Anger in China after officials break into homes in hunt for Covid contacts
Authorities in southern China have issued a rare apology for breaking into the homes of people who had been taken to a quarantine hotel, in the latest example of heavy-handed virus-prevention measures that have sparked a rare public backlash.To get more news about coronavirus china update, you can visit shine news official website.
State media said that 84 homes in an apartment complex in Guangzhou city’s Liwan district had been opened in an effort to find any “close contacts” hiding inside and to disinfect the premises.
The doors were later sealed and new locks installed, the Global Times newspaper reported.The Liwan district government apologised on Monday for such “oversimplified and violent” behaviour, the paper said. An investigation has been launched and “relevant people” will be severely punished, it said.
China’s leadership has maintained its hard-line “zero-Covid” policy despite the mounting economic costs and disruption to the lives of citizens, who continue to be subjected to routine testing and quarantines, even while the rest of the world has opened up to living with the disease.
In the last few months, numerous cases of police and health workers breaking into homes around China in the name of anti-Covid-19 measures have been documented on social media. In some, doors have been broken down and residents threatened with punishment, even when they tested negative for the virus. Authorities have demanded keys to lock in residents of apartment buildings where cases have been detected, steel barriers erected to prevent them leaving their compounds and iron bars welded over doors.
Many flocked to the internet to complain about such behaviour by the authorities.

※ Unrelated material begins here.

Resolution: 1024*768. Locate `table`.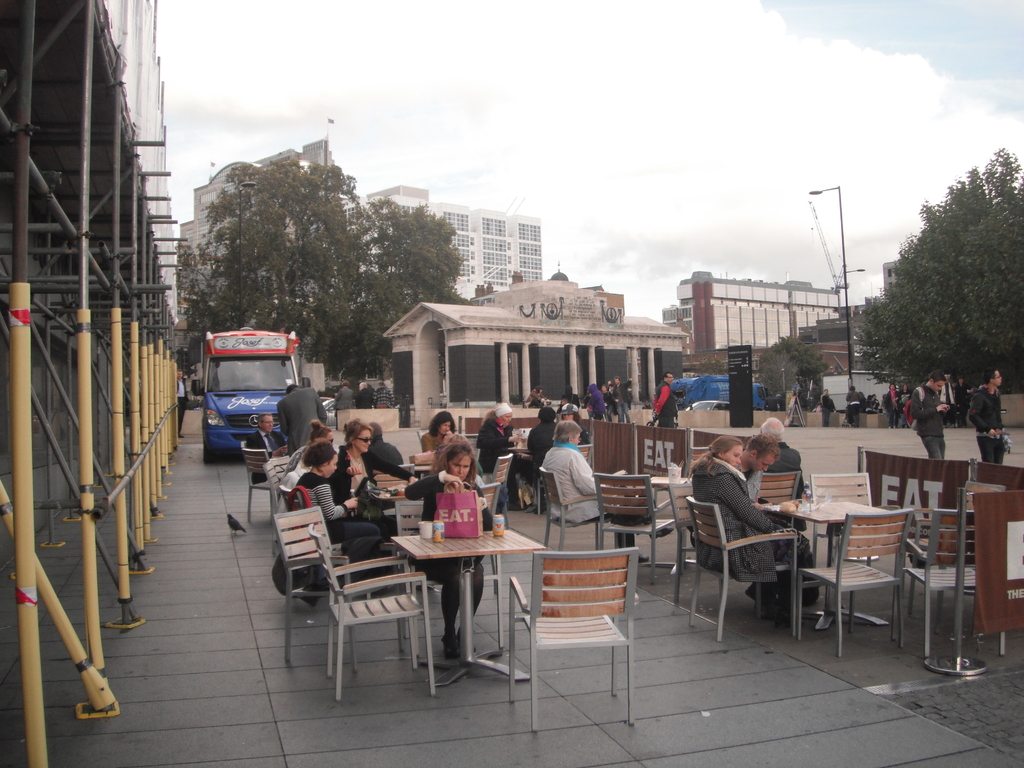
l=504, t=439, r=538, b=505.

The outrage flooded Chinese social media particularly in April and May in Shanghai, where a ruthless and often chaotic lockdown spurred protests online and in person among those unable to access food, health care and basic necessities.Authorities in Beijing have taken a gentler approach, concerned with prompting unrest in the capital ahead of a key party congress later this year at which president and party leader Xi Jinping is expected to receive a third five-year term amid radically slower economic growth and high unemployment among college graduates and migrant workers.

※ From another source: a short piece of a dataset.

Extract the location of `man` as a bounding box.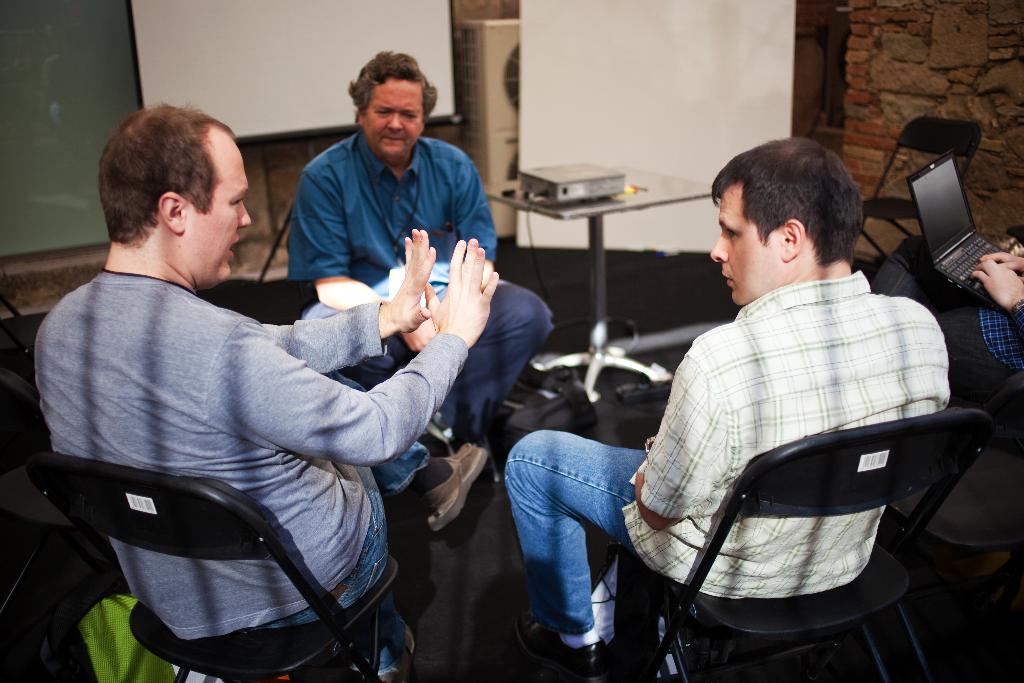
bbox=[287, 52, 554, 484].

A requirement that only vaccinated people could enter public spaces was swiftly cancelled last week after city residents denounced it as having been announced without warning and unfair to those who have not had their shots.

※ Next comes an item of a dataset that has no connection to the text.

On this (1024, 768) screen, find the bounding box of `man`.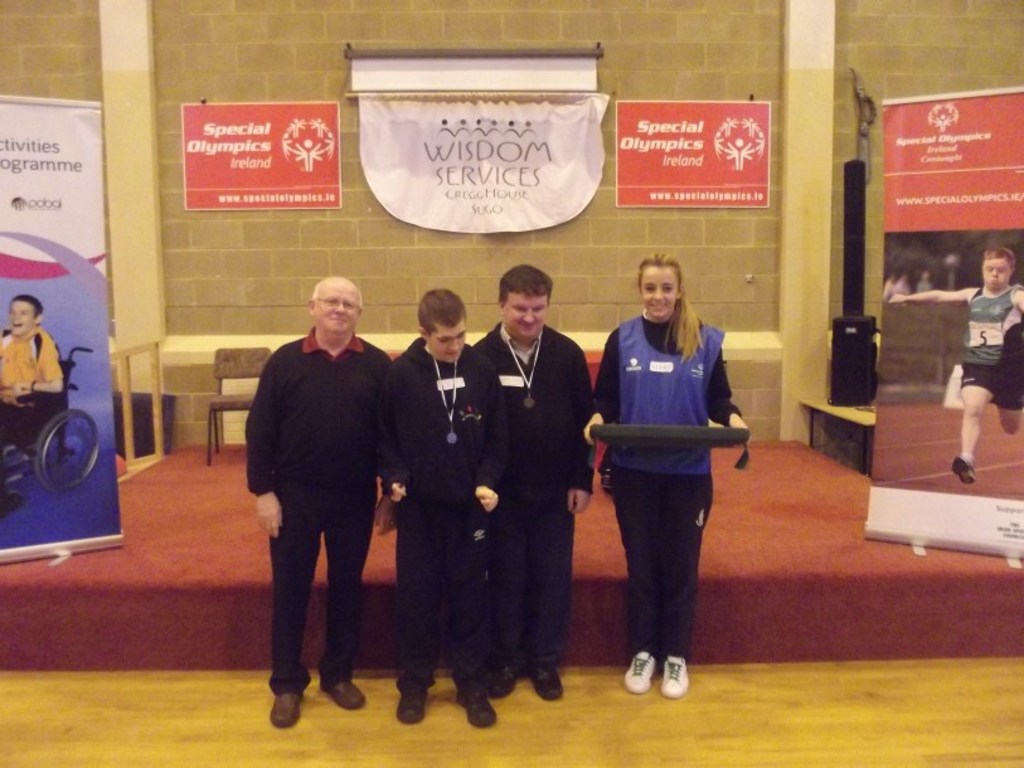
Bounding box: BBox(470, 262, 596, 701).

“Zero-Covid” has been justified as necessary to avoid a wider outbreak among a population that has had relatively little exposure to the virus and less natural immunity. Although China’s vaccination rate hovers at about 90%, it is considerably lower among elderly people.
China’s national borders remain largely closed and although domestic tourism has picked up, travel around the country remains subject to an array of regulations, with quarantine restrictions constantly in flux.In one recent incident, 2,000 visitors to the southern tourist hub of Beihai were forced to prolong their stays after more than 500 cases were found and they were barred from leaving.
Many in China now fear fresh lockdowns may be enforced again, as the country has in the past week grappling with a fresh – although small, compared to many other countries - flare-up of cases. A more transmissible Omicron subvariant, BA.5, has been discovered in major cities such as Beijing and Shanghai.
On Tuesday, mainland China reported 935 local cases, including 827 asymptomatic infections across 10 provinces. Most cases were reported in Guangxi and Gansu.